Compared to the changes brought about by the washing machine (and company), the impact of the internet, which many think has totally changed the world, has not been as fundamental – at least so far. The internet has, of course, transformed the way people spend their out-of-work hours – surfing the net, chatting with friends on Facebook, talking to them on Skype, playing electronic games with someone who’s sitting 5,000 miles away, and what not. It has also vastly improved the efficiency with which we can find information about our insurance policies, holidays, restaurants, and increasingly even the price of broccoli and shampoo.
However, when it comes to production processes, it is not clear whether the impacts have been so revolutionary. To be sure, for some, the internet has profoundly changed the way in which they work. I know that by experience. Thanks to the internet, I have been able to write a whole book with my friend and sometime co-author, Professor Ilene Grabel, who teaches in Denver, Colorado, with only one face-to-face meeting and one or two phone calls.[5] However, for many other people, the internet has not had much impact on productivity. Studies have struggled to find the positive impact of the internet on overall productivity – as Robert Solow, the Nobel laureate economist, put it, ‘the evidence is everywhere but in numbers’.
You may think that my comparison is unfair. The household appliances that I mention have had at least a few decades, sometimes a century, to work their magic, whereas the internet is barely two decades old. This is partly true. As the distinguished historian of science, David Edgerton, said in his fascinating book
Just before the start of the trans-Atlantic wired telegraph service in 1866, it took about three weeks to send a message to the other side of the ‘pond’ – the time it took to cross the Atlantic by sail ships. Even going ‘express’ on a steamship (which did not become prevalent until the 1890s), you had to allow two weeks (the record crossings of the time were eight to nine days).
With the telegraph, the transmission time for, say, a 300-word message was reduced to 7 or 8 minutes. It could even be quicker still. The
The internet reduced the transmission time of a 300-word message from 10 seconds on the fax machine to, say, 2 seconds, but this is only a reduction by a factor of 5. The speed reduction by the internet is greater when it comes to longer messages – it can send in 10 seconds (considering that it has to be loaded), say, a 30,000-word document, which would have taken more than 16 minutes (or 1,000 seconds) on the fax machine, giving us an acceleration in transmission speed of 100 times. But compare that to the 2,500-time reduction achieved by the telegraph.
The internet obviously has other revolutionary features. It allows us to send pictures at high speed (something that even telegraph or fax could not do and thus relied on physical transportation). It can be accessed in many places, not just in post offices. Most importantly, using it, we can search for particular information we want from a vast number of sources. However, in terms of sheer acceleration in speed, it is nowhere near as revolutionary as the humble wired (not even wireless) telegraphy.
We vastly overestimate the impacts of the internet only because it is affecting us now. It is not just us. Human beings tend to be fascinated by the newest and the most visible technologies. Already in 1944, George Orwell criticized people who got over-excited by the ‘abolition of distance’ and the ‘disappearance of frontiers’ thanks to the aeroplane and the radio.
Who cares if people think wrongly that the internet has had more important impacts than telegraphy or the washing machine? Why does it matter that people are more impressed by the most recent changes?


ACTIVITY
Copy out all the lines in the records that include the word "label".

INPUT DATA
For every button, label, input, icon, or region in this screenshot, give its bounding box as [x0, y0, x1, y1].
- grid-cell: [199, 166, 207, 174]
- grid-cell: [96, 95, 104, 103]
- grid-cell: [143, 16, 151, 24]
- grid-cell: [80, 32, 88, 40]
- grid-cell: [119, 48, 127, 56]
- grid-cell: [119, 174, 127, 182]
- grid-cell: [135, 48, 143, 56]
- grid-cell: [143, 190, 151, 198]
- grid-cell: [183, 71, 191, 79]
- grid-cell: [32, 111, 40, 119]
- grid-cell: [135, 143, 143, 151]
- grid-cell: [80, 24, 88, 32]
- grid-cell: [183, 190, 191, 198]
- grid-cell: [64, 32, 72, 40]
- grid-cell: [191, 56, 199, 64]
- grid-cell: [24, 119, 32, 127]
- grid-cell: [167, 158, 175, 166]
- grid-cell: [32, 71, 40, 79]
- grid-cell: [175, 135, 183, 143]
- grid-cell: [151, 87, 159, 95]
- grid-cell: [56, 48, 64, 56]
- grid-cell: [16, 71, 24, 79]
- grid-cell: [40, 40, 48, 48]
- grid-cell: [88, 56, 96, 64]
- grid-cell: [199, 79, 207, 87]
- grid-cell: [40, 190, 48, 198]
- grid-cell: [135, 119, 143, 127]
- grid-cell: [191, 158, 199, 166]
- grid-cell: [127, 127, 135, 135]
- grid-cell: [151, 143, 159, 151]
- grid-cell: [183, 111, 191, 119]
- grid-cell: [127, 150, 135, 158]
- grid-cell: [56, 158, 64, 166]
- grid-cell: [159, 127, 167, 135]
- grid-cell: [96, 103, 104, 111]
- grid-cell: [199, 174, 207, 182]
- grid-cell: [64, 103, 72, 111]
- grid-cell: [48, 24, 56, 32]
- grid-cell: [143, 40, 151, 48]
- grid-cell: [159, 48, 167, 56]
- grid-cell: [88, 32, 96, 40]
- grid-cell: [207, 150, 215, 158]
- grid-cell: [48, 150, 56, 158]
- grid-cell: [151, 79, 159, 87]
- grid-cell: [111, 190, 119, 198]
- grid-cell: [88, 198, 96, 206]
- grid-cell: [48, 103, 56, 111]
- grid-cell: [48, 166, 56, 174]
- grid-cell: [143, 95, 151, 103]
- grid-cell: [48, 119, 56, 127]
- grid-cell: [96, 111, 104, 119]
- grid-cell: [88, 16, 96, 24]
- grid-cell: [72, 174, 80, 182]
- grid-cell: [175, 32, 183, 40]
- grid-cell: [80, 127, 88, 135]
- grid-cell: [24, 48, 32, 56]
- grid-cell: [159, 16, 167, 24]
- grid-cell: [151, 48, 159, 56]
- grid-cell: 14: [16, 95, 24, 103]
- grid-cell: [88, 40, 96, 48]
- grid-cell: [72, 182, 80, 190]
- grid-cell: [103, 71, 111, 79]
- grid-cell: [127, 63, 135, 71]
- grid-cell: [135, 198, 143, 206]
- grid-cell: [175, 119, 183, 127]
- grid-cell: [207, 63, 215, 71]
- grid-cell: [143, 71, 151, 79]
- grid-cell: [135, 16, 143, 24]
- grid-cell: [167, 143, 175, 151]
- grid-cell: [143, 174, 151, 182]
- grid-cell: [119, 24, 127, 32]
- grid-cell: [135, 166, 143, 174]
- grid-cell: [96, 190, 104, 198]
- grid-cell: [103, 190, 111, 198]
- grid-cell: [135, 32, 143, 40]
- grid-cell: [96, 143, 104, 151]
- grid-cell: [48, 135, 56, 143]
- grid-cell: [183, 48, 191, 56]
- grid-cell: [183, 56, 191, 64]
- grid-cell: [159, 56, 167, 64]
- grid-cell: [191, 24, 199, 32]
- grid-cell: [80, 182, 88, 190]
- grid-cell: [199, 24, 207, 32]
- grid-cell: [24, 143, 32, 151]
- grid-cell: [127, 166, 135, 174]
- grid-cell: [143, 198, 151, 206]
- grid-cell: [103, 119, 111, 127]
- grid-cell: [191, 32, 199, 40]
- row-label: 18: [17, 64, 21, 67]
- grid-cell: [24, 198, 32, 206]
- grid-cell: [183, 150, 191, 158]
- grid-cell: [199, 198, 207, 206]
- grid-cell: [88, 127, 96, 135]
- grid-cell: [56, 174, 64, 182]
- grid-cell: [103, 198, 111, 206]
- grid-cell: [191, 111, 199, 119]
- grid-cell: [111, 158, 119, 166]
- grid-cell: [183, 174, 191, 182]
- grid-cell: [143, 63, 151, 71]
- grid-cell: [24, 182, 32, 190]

WORKED SOLUTION
For every button, label, input, icon, or region in this screenshot, give its bounding box as [x0, y0, x1, y1].
- row-label: 18: [17, 64, 21, 67]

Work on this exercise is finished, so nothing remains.